For McGill, the memory of the March on Washington is full of rich details and wonder and a lesson about choosing love over hate.

She was part of the small Brevard County delegation sponsored by the NAACP traveling through the night on one of the so-called “Freedom Trains.”

"So that was three of us girls, and one boy and a chaperone. And we got on that Freedom Train that came all the way from Opa Locka. Florida, and down in Miami," McGill said.

"And let me tell you, I thought, too, it was just going to be Black people on that train. It was full of white folks, Jews and Catholics. It was so many priests on those train. And we sang all night long. All night long. Eating and singing and smoking cigarettes."

"Then I go and sit at the foothills of the Lincoln Memorial and listen to Dr. King when he burst out with 'I have a dream.' Nobody but those that were there can imagine what that was like. It was sacred."
Rosemary McGill

In Washington, they joined the huge crowd marching slowly down Pennsylvania Avenue. McGill says three singers — she called them hippies — marching next to her group turned out to be the folk singers Peter, Paul and Mary. And behind her were a line of nine white men.

McGill and other protesters had been instructed to avoid violence – but the man behind her kept touching her back.

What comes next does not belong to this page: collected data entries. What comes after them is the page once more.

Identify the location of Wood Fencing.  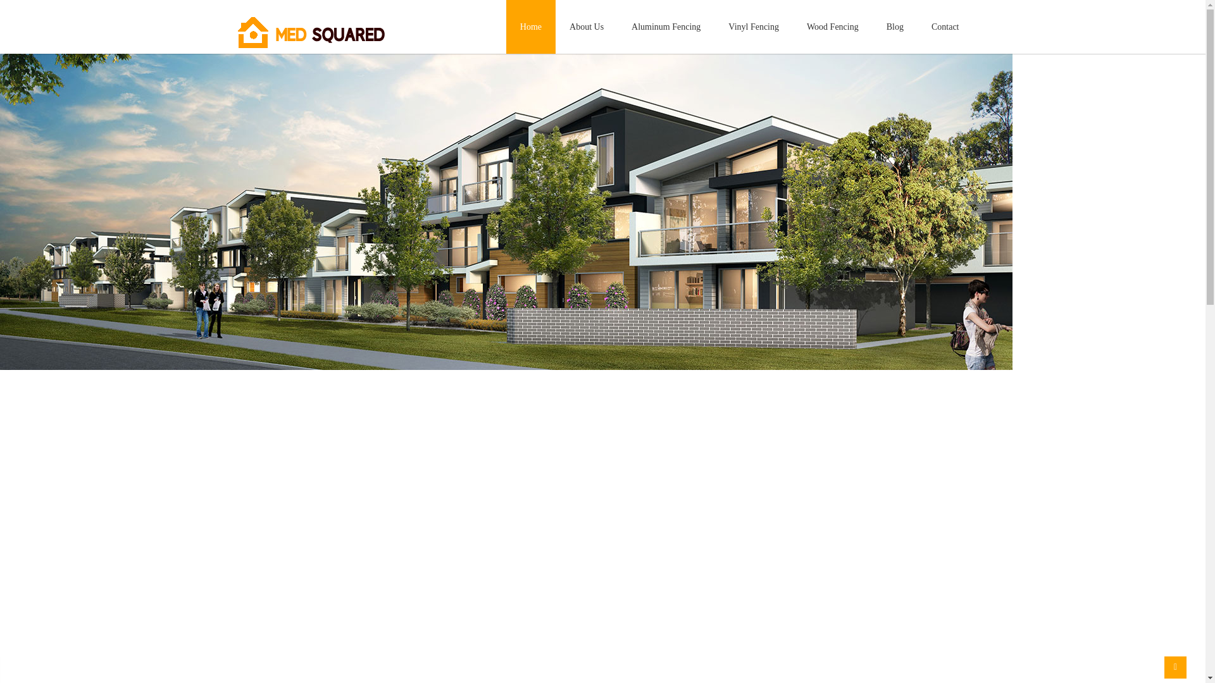
(833, 27).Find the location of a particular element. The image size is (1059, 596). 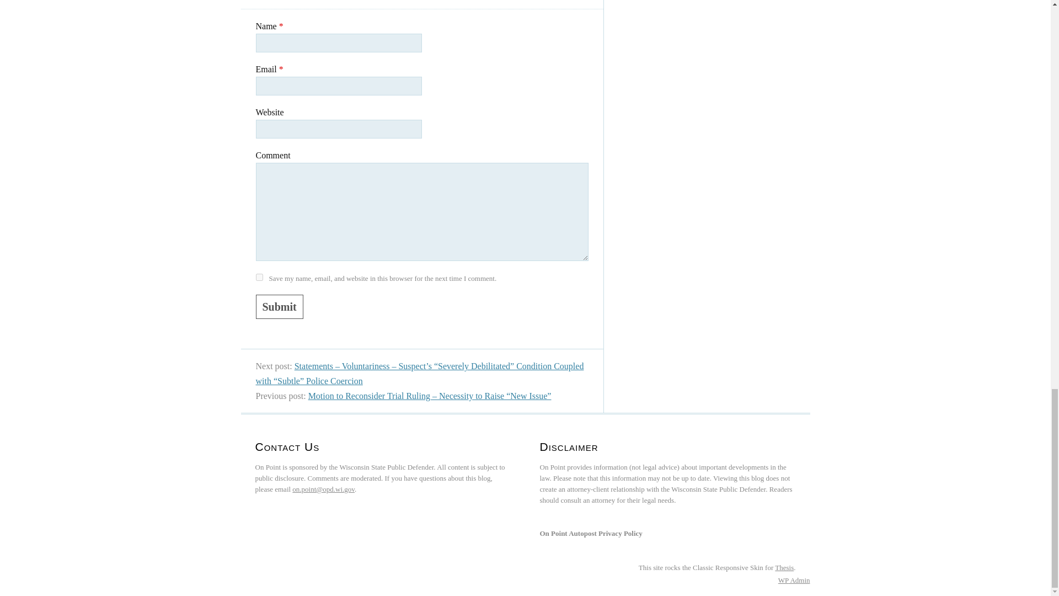

On Point Autopost Privacy Policy is located at coordinates (590, 533).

She had no experience with white people joining in protests, and she suspected he was trying to cause trouble.

"I got agitated. I said, 'If this man fondles my body one more time, it's going to be a fight on Pennsylvania Avenue and it's going to be a bad riot.' By the time we're coming up to the Lincoln Memorial, he's fondling my back," McGill said. "And the boy that was in my delegation for my high school … turned to me and said, 'Rose, help him up. He's blind.'

"I get choked up every time. That man was there marching for the same thing I was marching for and using my body as his guide."

As McGill sees it, the whole day was miraculous.

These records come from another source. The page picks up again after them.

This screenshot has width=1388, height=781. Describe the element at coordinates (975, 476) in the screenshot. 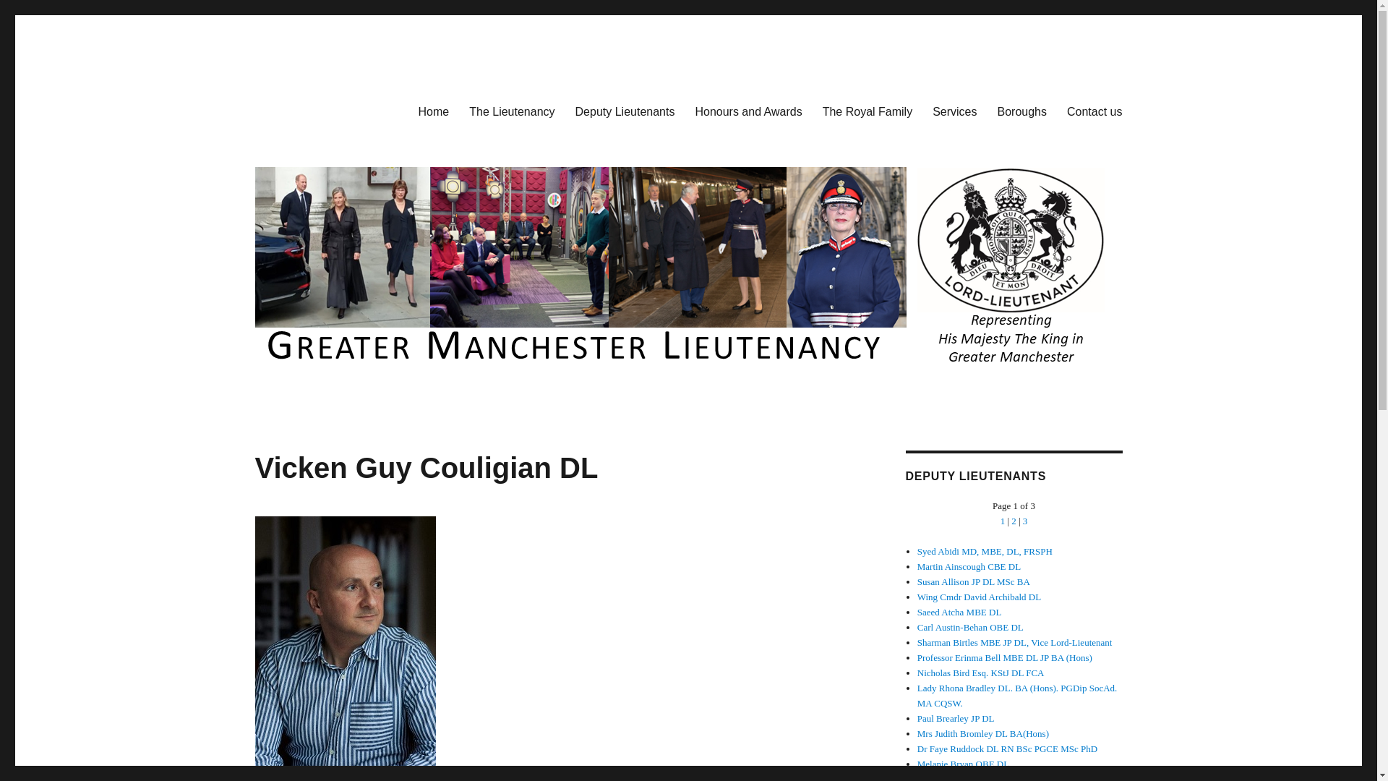

I see `DEPUTY LIEUTENANTS` at that location.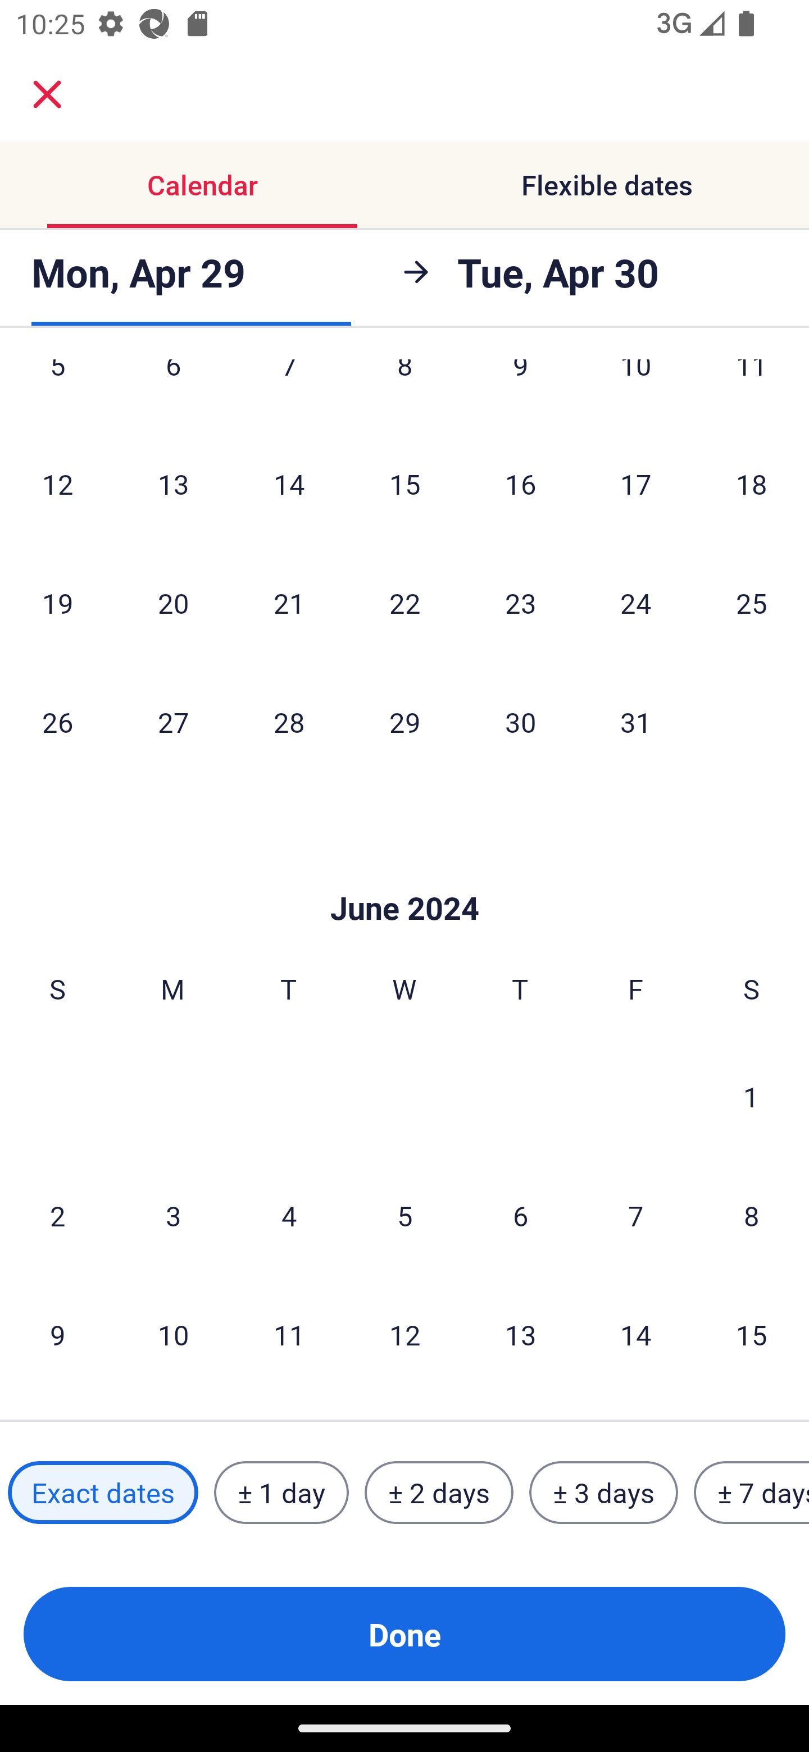 Image resolution: width=809 pixels, height=1752 pixels. What do you see at coordinates (751, 390) in the screenshot?
I see `11 Saturday, May 11, 2024` at bounding box center [751, 390].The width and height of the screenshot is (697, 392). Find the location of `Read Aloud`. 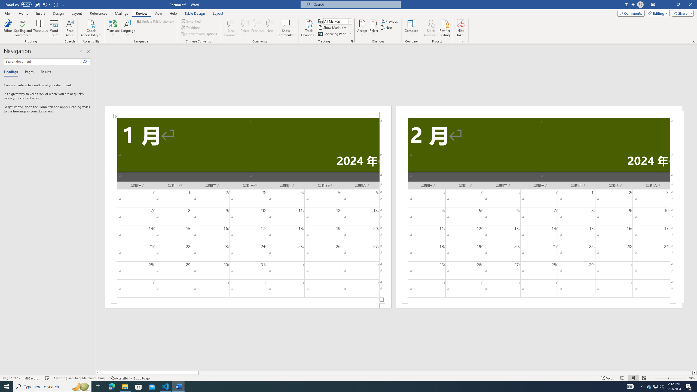

Read Aloud is located at coordinates (70, 28).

"Nine men from the blind foundation, can you imagine that? And the person next to me — how in the world history would have Peter, Paul and Mary next to me singing a folk song? ‘If I had a hammer, I’d hammer in the morning. I had hammer about the love between my brothers and my sisters all over this land,’" McGill said.

"Then I go and sit at the foothills of the Lincoln Memorial and listen to Dr. King when he burst out with 'I have a dream.' Nobody but those that were there can imagine what that was like. It was sacred."

King spoke with an evangelical passion that caught their attention, McGill said. "I don't care how hot it was or how tired you was. You sat up and you listened. And when you’re listening? Here's the thing that was so passionate about it. You started crying. And you didn’t even know why you were crying."

A history lesson

But to really explain what the March on Washington means for her, McGill tells a story about two little girls from McComb, Mississippi.

It was back in the 1930s. The girls — ages 8 and 12 — were standing beside their mother when, according to McGill’s story, she was shot to death by a white plantation owner. The man thought he could claim what some called “Paramour rights” and rape any Black woman on his land.

But their mother had resisted.

The girls fled into a swamp, where they hid for two days. Later, they escaped to Biloxi with their older sisters.

McGill picks up the story 10 years later.

"It was a cold, cold winter morning, 1944, February 23rd. Cold. The 18-year-old gave birth to a nine-pound baby girl. That nine-pound baby girl was me. That 8- year-old girl was my mother. The 22-year-old was my Aunt Rose who I’m named after," she said.

"When I think about the March on Washington, when I think about the experiences I've had, when you asked me a question: What did that day mean? That day has a lot of history for me."

McGill believes the honest history — the true stories of African Americans — need to be told.

Back in Orlando, Chapin, the former mayor, has a similar concern. Chapin says she celebrates decades of progress on civil rights but thinks Florida is taking a step backward with, for example, its controversial new standards for teaching African American history.

"I've been enormously disappointed and distressed over the attempt in Florida to diminish that history, to look away from what actually happened to African Americans and to many people involved in that movement."